Plot for Relative log amplitudes of Fourier transformed feature maps
xingchenzhao opened this issue · 5 comments
Hi, thank you for the great paper. Could you please release the code or give implementation example of plotting "Relative log amplitudes of Fourier transformed feature maps". Thanks!
Hi, thank you for your support!
The code for the Fourier analysis is messy (at this moment) so I did not release it yet. I will release the code after re-implementing it.
The snippet below is a pseudo-code for the Fourier analysis. I hope this helps you.
import math
import matplotlib.pyplot as plt
def fourier(x): # 2D Fourier transform
f = torch.fft.fft2(x)
f = f.abs() + 1e-6
f = f.log()
return f
def shift(x):
b, c, h, w = x.shape
return torch.roll(x, shifts=(int(h/2), int(w/2)), dims=(2, 3))
fig, ax = plt.subplots(1, 1, figsize=(3.3, 4))
for latent in latents: # `latents` is a list of hidden feature maps in latent spaces
if len(latent.shape) == 3: # For ViT
b, n, c = latent.shape
h, w = int(math.sqrt(n)), int(math.sqrt(n))
latent = latent.permute(0, 2, 1).reshape(b, c, h, w)
elif len(latent.shape) == 4: # For CNN
b, c, h, w = latent.shape
else:
raise Exception("shape: %s" % str(latent.shape))
latent = fourier(latent)
latent = shift(latent).mean(dim=(0, 1))
latent = latent.diag()[int(h/2):] # Only use the half-diagonal components
latent = latent - latent[0] # Visualize 'relative' log amplitudes
# Plot Fourier transformed relative log amplitudes
freq = np.linspace(0, 1, len(latent))
ax.plot(freq, latent)
@xxxnell when will you probably release the code for all Fourier stuff? (you don't need to answer exact days or dates. You can say next week approximate or sth like that.)
Also how do I find latents
of a model?
Hi @dinhanhx
latents
is hidden states (latent feature maps). If you're using timm
, you can get latents
by using the snippet below:
import copy
import timm
import torch
import torch.nn as nn
# Divide the pretrained timm model into blocks.
name = 'vit_tiny_patch16_224'
model = timm.create_model(name, pretrained=True)
class PatchEmbed(nn.Module):
def __init__(self, model):
super().__init__()
self.model = copy.deepcopy(model)
def forward(self, x, **kwargs):
x = self.model.patch_embed(x)
cls_token = self.model.cls_token.expand(x.shape[0], -1, -1)
x = torch.cat((cls_token, x), dim=1)
x = self.model.pos_drop(x + self.model.pos_embed)
return x
class Residual(nn.Module):
def __init__(self, *fn):
super().__init__()
self.fn = nn.Sequential(*fn)
def forward(self, x, **kwargs):
return self.fn(x, **kwargs) + x
class Lambda(nn.Module):
def __init__(self, fn):
super().__init__()
self.fn = fn
def forward(self, x):
return self.fn(x)
def flatten(xs_list):
return [x for xs in xs_list for x in xs]
# `blocks` is a sequence of blocks
blocks = [
PatchEmbed(model),
*flatten([[Residual(b.norm1, b.attn), Residual(b.norm2, b.mlp)]
for b in model.blocks]),
nn.Sequential(Lambda(lambda x: x[:, 0]), model.norm, model.head),
]
# This snippet below build off https://github.com/facebookresearch/mae
import requests
import torch
import numpy as np
from PIL import Image
from einops import rearrange, reduce, repeat
imagenet_mean = np.array([0.485, 0.456, 0.406])
imagenet_std = np.array([0.229, 0.224, 0.225])
# Load an image
img_url = 'https://user-images.githubusercontent.com/11435359/147738734-196fd92f-9260-48d5-ba7e-bf103d29364d.jpg'
xs = Image.open(requests.get(img_url, stream=True).raw)
xs = xs.resize((224, 224))
xs = np.array(xs) / 255.
assert xs.shape == (224, 224, 3)
# Normalize by ImageNet mean and std
xs = xs - imagenet_mean
xs = xs / imagenet_std
xs = rearrange(torch.tensor(xs, dtype=torch.float32), 'h w c -> 1 c h w')
# Accumulate `latents` by collecting hidden states of a model
latents = []
with torch.no_grad():
for block in blocks:
xs = block(xs)
latents.append(xs)
latents = [latent[:,1:] for latent in latents] # Drop CLS token
latents = latents[:-1] # Drop logit
I can't give a definite timeline, but I’ll try hard to release the whole code for Fourier analysis by next Friday!
Alright thanks for the work
I have just released the code for Fourier analysis! Please refer to the fourier_analysis.ipynb
notebook. The code also can run on Colab (no GPU is needed).
Please feel free to reopen this issue if the problem still exists.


EXERCISE: Each line of the entries that mentions the string "lower" needs to be reported.

- - -

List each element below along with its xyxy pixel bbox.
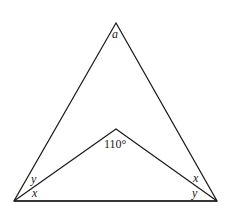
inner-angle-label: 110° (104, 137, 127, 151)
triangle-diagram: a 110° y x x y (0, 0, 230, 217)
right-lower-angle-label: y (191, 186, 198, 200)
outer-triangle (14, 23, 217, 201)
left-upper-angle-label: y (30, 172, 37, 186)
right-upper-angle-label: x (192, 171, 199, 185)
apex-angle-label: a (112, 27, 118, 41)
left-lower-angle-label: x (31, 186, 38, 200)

- - -

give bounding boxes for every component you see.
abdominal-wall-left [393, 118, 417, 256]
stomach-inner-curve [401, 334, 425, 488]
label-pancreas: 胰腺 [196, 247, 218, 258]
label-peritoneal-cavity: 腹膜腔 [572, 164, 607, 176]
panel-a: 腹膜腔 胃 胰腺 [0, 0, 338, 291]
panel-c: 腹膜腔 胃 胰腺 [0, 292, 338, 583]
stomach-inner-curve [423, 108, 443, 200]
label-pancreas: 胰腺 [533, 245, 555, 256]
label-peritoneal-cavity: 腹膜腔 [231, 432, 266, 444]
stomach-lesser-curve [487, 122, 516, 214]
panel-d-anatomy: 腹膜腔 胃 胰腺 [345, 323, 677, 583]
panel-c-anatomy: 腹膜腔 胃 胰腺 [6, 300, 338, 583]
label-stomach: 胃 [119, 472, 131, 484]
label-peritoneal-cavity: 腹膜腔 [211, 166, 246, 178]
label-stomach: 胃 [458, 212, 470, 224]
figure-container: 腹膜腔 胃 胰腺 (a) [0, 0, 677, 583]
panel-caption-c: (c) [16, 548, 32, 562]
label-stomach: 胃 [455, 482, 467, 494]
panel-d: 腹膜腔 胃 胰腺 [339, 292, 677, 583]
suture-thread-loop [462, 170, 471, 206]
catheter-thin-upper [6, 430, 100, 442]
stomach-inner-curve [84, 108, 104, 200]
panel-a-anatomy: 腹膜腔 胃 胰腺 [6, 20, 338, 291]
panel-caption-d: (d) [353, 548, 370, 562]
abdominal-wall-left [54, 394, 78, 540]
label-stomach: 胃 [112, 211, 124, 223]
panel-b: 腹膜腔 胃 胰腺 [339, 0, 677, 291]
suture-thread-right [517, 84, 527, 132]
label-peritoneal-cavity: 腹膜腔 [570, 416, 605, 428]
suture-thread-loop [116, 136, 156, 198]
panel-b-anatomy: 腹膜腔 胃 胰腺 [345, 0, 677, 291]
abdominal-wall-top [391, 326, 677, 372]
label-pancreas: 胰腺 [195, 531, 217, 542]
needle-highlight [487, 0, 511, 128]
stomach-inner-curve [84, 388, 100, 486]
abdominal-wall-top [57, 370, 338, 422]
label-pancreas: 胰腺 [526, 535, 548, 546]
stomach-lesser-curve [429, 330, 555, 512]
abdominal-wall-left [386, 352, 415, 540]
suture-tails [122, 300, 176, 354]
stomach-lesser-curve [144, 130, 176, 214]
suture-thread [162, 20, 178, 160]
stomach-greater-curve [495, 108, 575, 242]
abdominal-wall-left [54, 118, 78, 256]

- - -

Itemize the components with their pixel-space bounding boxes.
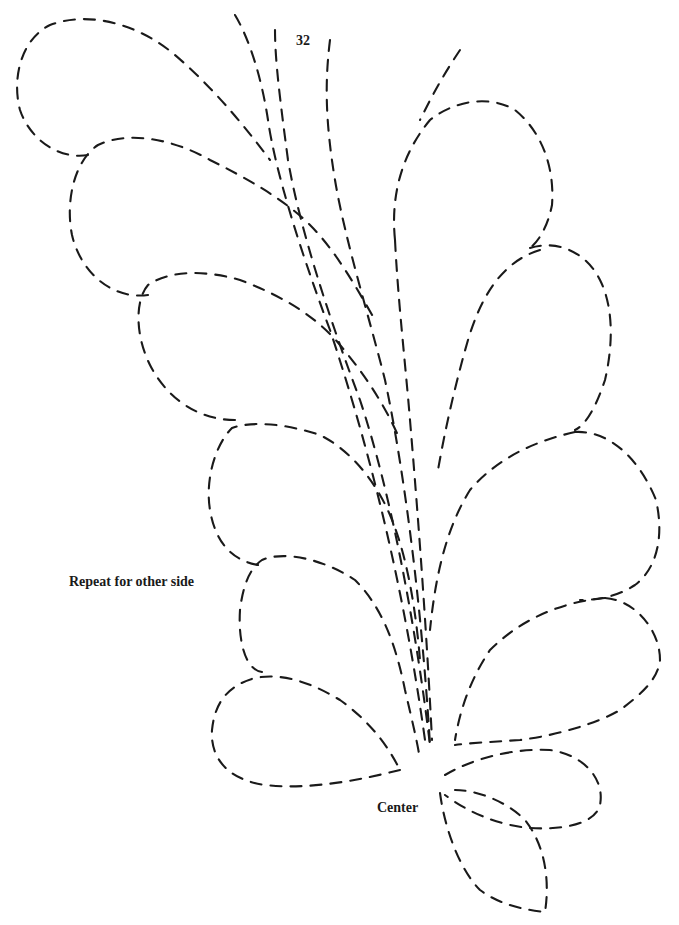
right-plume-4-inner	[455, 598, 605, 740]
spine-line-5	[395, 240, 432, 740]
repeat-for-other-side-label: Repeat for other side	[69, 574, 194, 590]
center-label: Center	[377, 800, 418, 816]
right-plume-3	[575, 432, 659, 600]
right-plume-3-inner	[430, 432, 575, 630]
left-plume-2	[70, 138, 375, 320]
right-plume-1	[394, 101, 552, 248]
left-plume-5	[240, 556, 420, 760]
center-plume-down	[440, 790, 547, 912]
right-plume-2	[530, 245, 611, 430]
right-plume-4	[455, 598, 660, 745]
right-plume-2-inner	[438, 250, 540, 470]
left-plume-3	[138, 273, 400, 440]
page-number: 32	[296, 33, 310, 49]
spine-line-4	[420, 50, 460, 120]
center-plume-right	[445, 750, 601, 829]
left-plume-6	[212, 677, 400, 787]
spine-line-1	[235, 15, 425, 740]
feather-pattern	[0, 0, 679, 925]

- - -

REPLY TO THE EXERCISE:
right-lower-angle-label: y (191, 186, 198, 200)
left-lower-angle-label: x (31, 186, 38, 200)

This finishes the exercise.